Costs will be much lower in the long run, funding is still the "only barrier" that hinders the launch of this technology. "Our recent work in Vanuatu costs around 1 percent of the investment needed to make a conventional tsunami warning tower" he said, quoted from liputan6.com, November 8th 2018

 

He explained, that a tsunami early warning system that uses small receivers connected to air horns is said to be 100 times cheaper than the current warning system when sustainable costs are a very calculated factor.

 

"This new technology does not involve large equipment which is likely to be damaged by the storm and the team has successfully tested it last month" he said.

 

"We are now at the point where we have succeeded in proving all the key parts of this technology. What we need to do now is allow funding, and this is always a challenge, but we can have this system prototype unit ready as the trial in mid 2019" he said.

 

Dr.

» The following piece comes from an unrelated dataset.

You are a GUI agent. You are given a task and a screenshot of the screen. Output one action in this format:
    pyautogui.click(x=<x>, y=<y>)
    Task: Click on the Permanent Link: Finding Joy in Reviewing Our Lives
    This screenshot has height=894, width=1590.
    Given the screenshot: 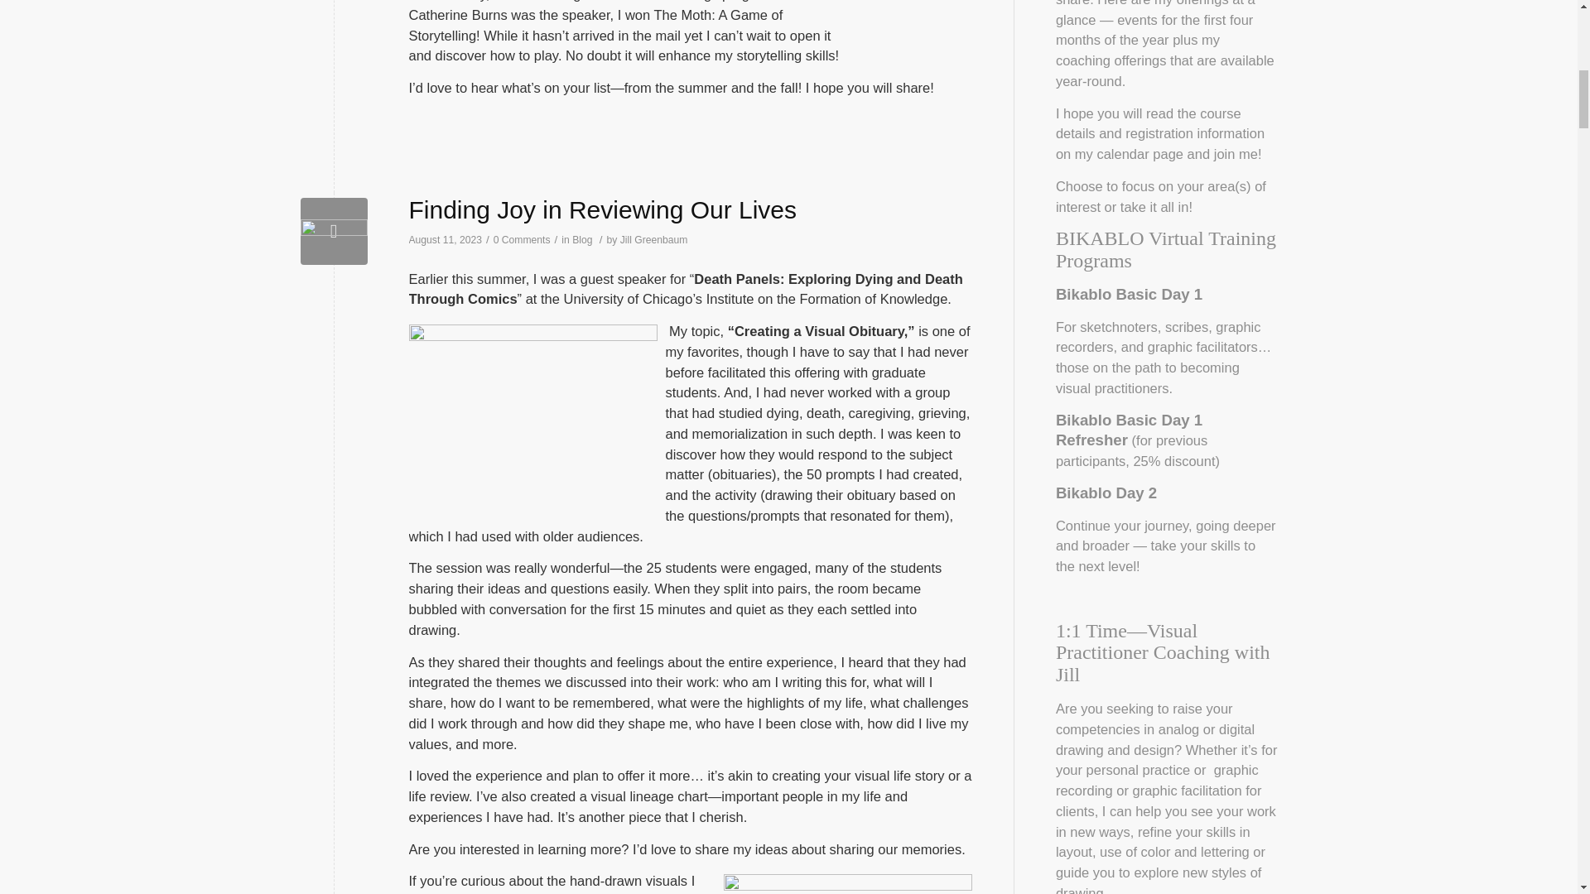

Gardner-Stephen explained that the tsunami warning system used to use towers that were expensive to buy and maintain, and needed installation by experts, so that only a small percentage of vulnerable communities had access to the system.

 

He said this new technology uses a very small and inexpensive receiver and does not use a dish antenna that would require calibration.

 

"What we are doing in comparison is making something small, which gets signals from satellites, so that no matter what happens to local cellular networks ... we can still provide effective tsunami and other disaster warning systems like these in villages at a cost of only around USD 200 instead of USD 10,000" he said.

 

"This system will also provide villages with local radio stations so that they can get news, weather, information to help adapt to climate change, food security, water security, all things that are of value to this community."

 

He said the tsunami warning tested in Vanuatu used sirens, which could be as cheap as an airhorn. "This only needs to be heard in the area of ??the local village. The old ways are very suitable for large industrial cities where you want the sirens to be heard for several kilometers. Even in the context of rural villages in the Indo-Pacific region, we are not need to have very expensive infrastructure" he said

 

"We have the capacity to be able to launch a tsunami warning system in the region progressively from around the end of 2019. And we don't speak of big financial costs to do that, but of course we have to find partners" he concluded.